Tim Meadows ("Saturday Night Live") and Dan Bucatinsky ("Scandal") play Annie's fathers, both named Kevin, and JoBeth Williams is Jake's mother.

John Gemberling ("Broad City") plays the Bearded Sidekick without whom it's apparently impossible to get a rom-com on the air this season.

Annie, who's less cartoonish than Wilson's "Gone Girl" character, may still at times seem like someone you'd avoid in your real life. But she and Marino have established a nice chemistry by the end of the pilot, which gives me hope for a show whose premise appeared limiting.

Caspe told reporters this summer that the show "is not really about a wedding or a marriage, necessarily. It's just sort of about a couple and their friends and their parents and stuff like that."
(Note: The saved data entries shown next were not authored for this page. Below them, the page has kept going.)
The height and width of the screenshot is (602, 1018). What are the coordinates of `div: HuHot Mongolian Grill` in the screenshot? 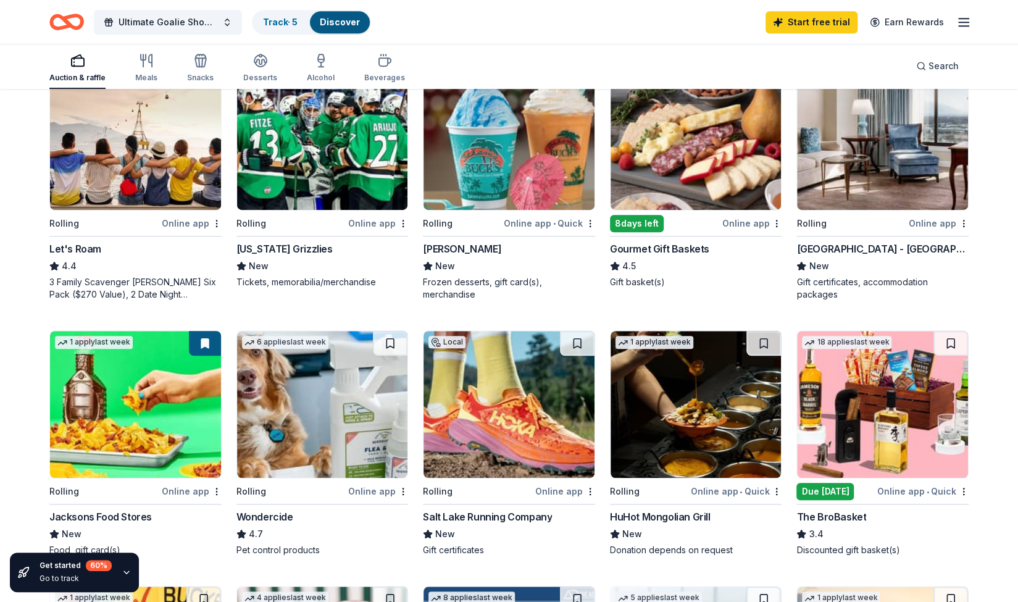 It's located at (660, 517).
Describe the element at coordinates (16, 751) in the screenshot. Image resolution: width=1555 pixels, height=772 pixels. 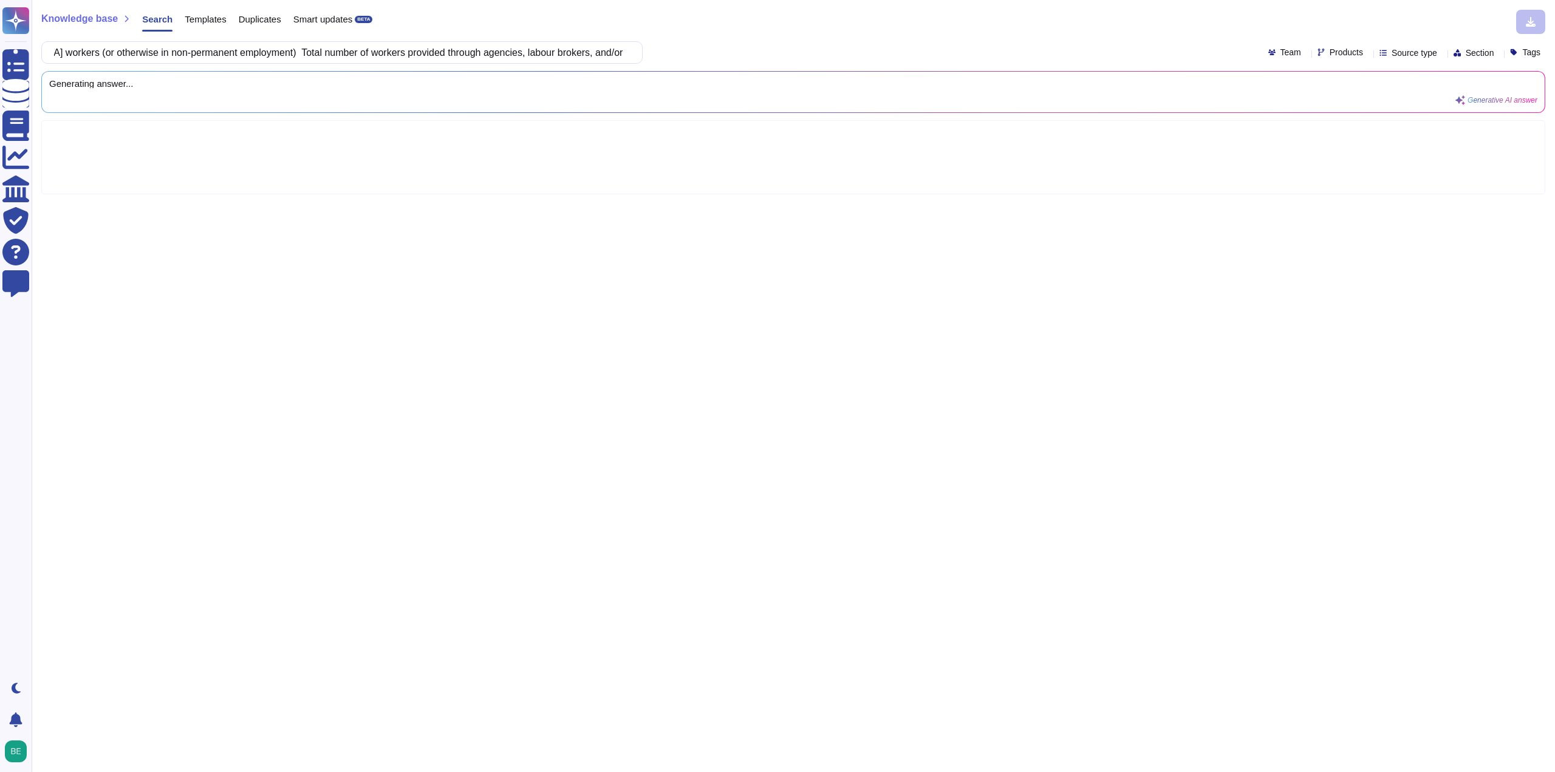
I see `img: user` at that location.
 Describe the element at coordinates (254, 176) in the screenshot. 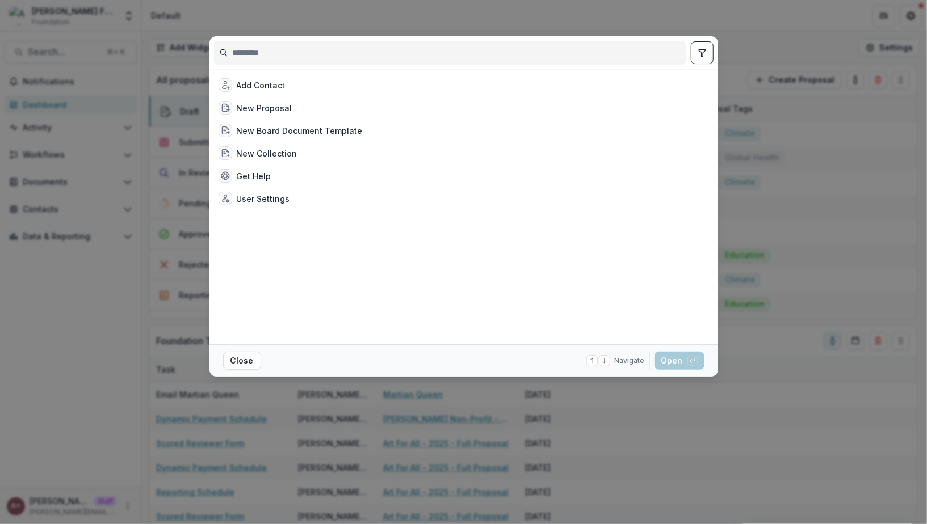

Sound familiar? If not "Happy Endings," it may be at least a happy beginning.

Readers weigh in

Most members of our Everybody's a Critic panel weren't ready to commit to "Marry Me," awarding it a 4 on a scale of 1 to 10.

Still, individual scores ranged from 1 to 10 and while only three of the 11 readers chosen in this year's critic-for-a-night contest said it was "very likely" they'd watch "Marry Me" again, those three really seemed to enjoy it.

"Very funny, smart and refreshing," wrote Joy Moore, of Nicetown.

"Interesting and modern," wrote Gwen Blackshear, of Southwest Center City. "I could totally relate to the show, because I am in my early 30s and am dealing with the same issues!"

" 'Marry Me' is tailor-made for Casey Wilson and Ken Marino," wrote Robert Dougherty, of Northeast Philadelphia. "This is going to live and die on the stars and their chemistry and it certainly lives in the pilot."

Just not for everyone.

"Casey Wilson was very over the top," complained Laurie Ann Powell, of Cherry Hill. "I almost wanted the characters to be broken up by the end."

John Hall, of South Philadelphia, delivered his critique in one word: "Terrible."